Anyhow, if the clams had just stayed mum you wouldn't have known they were there at all. But they moved, so you put your PVC tube over the dimple, with a little bit more pipe over towards the seaside (clams favor digging seaward) and you shove that pipe down as far as it will go, and you twist and twist and get it at least 2/3 of the way down and you hope like crazy those sounds you hear are starfish in the way and you're not crunching the clams and making them hard to clean. Then you put your finger over the airhole and through the magic of suction and using your legs, remove the pipe from the ground, dump it out (or filter it through your fingers if a wave is coming in) and voila, chances are there's a clam there. Repeat as many times as it takes to get 15 clams (a limit, and if it seems small, you are used to those fried clam strips. Razor clams are really big.)

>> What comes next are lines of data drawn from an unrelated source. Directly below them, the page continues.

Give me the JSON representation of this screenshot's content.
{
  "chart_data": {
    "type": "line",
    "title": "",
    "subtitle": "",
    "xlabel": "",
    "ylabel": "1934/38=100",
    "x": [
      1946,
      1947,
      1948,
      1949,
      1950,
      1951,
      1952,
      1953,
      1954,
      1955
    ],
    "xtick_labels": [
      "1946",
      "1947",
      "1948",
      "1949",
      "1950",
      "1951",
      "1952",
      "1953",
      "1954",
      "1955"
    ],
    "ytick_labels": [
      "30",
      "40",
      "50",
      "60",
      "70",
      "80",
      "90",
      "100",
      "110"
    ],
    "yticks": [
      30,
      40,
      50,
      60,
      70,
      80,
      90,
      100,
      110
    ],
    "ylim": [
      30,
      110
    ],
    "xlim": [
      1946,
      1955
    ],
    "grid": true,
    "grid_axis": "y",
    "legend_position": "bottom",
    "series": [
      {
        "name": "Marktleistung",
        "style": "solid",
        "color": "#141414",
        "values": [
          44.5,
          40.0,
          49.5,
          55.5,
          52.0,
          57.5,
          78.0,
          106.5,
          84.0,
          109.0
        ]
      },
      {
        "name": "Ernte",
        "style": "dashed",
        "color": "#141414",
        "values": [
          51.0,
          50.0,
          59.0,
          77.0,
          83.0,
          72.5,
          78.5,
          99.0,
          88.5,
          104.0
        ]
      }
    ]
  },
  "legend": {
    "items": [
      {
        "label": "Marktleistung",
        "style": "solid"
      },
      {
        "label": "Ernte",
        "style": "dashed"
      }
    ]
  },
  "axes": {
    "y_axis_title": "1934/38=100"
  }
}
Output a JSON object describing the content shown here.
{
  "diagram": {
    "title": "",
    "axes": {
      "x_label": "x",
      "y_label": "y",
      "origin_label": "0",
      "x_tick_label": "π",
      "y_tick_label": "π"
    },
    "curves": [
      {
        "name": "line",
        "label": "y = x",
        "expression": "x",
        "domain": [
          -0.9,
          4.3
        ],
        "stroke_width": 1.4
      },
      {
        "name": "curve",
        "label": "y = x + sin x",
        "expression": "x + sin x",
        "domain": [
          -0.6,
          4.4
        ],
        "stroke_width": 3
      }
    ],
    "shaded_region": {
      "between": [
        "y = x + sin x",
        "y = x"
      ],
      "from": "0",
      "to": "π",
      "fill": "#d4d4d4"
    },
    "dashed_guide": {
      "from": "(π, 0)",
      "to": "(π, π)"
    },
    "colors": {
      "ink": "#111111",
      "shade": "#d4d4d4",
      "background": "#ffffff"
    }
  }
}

Then there is the joy of cleaning the clams. Ray's dad Ray was all too happy to do this for us in November, but since, I have had to cowgirl up and massacre the clams. I was a wuss to start, but that first clam didn't help none. He crapped sand as I picked him up, and boy did he wiggle. As it turned out, this was the last clam I'd ever touch that had the poop-fear reflex, so he probably didn't have any idea what was going on. Actually, I don't think I've ever seen a clam brain anywhere, and I've gutted a lot of clams, so I dunno. They filter feed, he was filtering.

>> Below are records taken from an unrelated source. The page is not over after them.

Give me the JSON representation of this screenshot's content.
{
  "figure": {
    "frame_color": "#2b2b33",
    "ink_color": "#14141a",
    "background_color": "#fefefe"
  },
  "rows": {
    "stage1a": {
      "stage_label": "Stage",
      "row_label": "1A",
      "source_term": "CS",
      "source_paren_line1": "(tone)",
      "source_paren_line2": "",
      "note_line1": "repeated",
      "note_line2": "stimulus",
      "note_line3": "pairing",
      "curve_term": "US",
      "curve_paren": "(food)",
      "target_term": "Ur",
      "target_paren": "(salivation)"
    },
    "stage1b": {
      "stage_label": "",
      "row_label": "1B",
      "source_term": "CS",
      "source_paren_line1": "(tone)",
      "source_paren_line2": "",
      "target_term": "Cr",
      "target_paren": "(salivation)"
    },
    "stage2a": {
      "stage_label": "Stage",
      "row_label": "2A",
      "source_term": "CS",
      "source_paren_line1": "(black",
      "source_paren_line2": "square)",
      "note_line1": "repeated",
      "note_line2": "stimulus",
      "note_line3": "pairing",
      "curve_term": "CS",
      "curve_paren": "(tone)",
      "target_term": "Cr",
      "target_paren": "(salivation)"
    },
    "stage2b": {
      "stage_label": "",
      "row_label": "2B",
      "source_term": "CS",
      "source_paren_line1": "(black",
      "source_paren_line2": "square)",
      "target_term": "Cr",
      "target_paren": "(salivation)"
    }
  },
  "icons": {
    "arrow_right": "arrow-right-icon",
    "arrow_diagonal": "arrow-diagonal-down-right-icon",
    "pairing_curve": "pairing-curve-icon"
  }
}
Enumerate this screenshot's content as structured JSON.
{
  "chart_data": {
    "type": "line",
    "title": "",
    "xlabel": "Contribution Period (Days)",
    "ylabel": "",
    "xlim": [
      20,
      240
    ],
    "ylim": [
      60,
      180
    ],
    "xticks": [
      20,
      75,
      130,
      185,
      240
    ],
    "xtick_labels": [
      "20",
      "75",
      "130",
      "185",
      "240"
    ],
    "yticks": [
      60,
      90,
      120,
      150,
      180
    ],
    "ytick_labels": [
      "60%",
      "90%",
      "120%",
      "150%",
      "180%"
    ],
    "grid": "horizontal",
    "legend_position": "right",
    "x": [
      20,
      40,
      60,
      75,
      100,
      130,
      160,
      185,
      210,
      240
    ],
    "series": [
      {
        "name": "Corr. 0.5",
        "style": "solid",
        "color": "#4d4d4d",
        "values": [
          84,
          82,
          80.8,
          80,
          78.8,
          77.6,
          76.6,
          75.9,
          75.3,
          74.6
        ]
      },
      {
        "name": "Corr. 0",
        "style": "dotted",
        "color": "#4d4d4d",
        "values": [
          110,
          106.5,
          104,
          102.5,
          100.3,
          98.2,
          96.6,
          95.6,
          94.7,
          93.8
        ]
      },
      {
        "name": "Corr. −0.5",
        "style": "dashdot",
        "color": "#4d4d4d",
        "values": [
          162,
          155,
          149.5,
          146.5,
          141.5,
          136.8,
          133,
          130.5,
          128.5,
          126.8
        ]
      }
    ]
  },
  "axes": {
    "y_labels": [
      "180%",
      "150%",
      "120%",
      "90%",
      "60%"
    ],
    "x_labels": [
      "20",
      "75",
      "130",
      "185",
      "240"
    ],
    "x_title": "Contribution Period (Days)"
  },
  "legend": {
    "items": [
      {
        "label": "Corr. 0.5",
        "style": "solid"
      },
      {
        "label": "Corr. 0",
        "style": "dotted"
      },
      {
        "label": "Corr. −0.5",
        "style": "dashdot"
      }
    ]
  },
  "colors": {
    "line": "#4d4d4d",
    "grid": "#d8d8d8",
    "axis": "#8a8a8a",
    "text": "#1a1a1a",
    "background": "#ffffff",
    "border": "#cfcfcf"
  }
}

So Ray and I share the burden now. He cuts the clams out of their shells (harder to do when you've crunched the shells) and I take the writhing bodies and start cutting them up. First you snip off the "neck," which is the part with the dark, barnacle-y thing on it. Then you cut up the middle of the "seam," which is obvious when you see it, and through both valves of the neck (bivalves, natch). Then you cut out the guts and detach the "digger," which is also where the anus is. Then you cut through the digger/anus area to lay it flat. There is copious rinsing at every stage, by the way. And once you get to the clam butt you scrape all the dark poop out of it.

Here's something wacky -- the butt? It's the BEST part! The digger is so much more tender than the neck it is insane. I love to eat clam tuchus! So, just because it's butt, doesn't mean it will taste like butt. But make sure you scrape it pretty good all the same.

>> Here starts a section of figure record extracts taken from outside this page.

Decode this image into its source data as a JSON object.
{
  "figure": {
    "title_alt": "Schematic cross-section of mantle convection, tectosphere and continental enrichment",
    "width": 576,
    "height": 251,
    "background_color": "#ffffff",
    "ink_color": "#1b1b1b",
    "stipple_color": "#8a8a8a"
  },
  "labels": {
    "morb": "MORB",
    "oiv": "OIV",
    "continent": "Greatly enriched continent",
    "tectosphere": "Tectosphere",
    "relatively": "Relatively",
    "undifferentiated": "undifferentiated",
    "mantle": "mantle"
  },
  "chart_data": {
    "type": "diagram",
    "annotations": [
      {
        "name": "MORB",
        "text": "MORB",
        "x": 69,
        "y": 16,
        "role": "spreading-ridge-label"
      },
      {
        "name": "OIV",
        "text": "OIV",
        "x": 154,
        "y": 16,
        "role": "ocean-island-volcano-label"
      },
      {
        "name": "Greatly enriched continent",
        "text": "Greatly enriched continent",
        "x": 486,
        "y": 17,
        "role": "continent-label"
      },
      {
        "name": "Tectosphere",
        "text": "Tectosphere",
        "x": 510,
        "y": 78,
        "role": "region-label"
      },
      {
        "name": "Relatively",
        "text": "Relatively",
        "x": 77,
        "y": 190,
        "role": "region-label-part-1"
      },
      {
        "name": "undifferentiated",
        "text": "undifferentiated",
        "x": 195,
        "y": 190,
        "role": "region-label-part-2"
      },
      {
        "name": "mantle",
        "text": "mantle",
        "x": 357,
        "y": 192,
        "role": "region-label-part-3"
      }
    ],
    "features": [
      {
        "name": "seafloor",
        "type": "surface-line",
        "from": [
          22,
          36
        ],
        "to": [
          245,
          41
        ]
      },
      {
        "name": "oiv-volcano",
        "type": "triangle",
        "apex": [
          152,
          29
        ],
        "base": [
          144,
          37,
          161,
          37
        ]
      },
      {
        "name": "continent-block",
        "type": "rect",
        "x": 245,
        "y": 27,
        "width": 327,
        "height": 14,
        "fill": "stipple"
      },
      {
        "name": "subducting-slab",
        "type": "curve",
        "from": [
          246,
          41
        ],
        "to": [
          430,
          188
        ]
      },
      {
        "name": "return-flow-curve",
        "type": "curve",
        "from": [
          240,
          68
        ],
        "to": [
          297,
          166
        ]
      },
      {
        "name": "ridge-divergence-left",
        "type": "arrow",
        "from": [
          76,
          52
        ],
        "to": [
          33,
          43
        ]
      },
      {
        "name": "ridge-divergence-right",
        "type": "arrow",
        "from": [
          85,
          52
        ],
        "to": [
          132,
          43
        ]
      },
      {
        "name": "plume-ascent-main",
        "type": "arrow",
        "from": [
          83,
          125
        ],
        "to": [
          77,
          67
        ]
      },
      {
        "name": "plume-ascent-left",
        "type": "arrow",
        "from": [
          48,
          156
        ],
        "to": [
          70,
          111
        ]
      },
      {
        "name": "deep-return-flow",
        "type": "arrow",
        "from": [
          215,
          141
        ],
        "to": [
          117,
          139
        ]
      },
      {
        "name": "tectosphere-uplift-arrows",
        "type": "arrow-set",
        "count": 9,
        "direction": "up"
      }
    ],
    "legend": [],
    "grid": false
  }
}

By the time Ray and I finish cleaning the clams it's usually at least 7 p.m. or so. So often we don't bother to "prep" them for cooking. As per Kathy Quigg's suggestion, we take the clams and dredge them through flour, then egg, then cracker crumbs (Ritz is good for baking, saltines for frying) and lay them out on sheets to freeze. Once they are frozen stiff they can be bagged and fried straight out of the bag. And fried is really the only way to eat them besides chowder or baked, which calls for the same preparation but in a 500 degree oven for a few minutes (cuts down on the grease).

So clamming takes up a lot of my off-hours mental energy.

I must seem like kind of a dipstick if these are things that preoccupy me, but I do, in fact, worry about the state of the world, how long it is till spring, if I can do the whole Sunday NYT crossword puzzle and when I'll get my window fixed from the big winter storm. Also, back when granddad died there was a fair bit of mental energy in the whole grief thing. So I'm not this food-crazed person.

Also taking up the occasional amount of mental energy: "Heroes" hate. I don't watch it, but I hear there's a character who has the ability to copy any action she sees. That was totally a power I dreamed up when I was a kid and have been holding it in reserve for a character when I became a famous YA writer. Now I look like the big copycat. But here's the thing — I thought about it in relation to ice skating, and I think the chick on the TV is watching action movies. Not like I didn't think of that, but the character I had in mind was really devious in a way. Also about to be used and abused by some shadow government.

So, maybe I'll try keeping you all updated more often than once a year? It's not a NY resolution or anything, so don't hold your breath.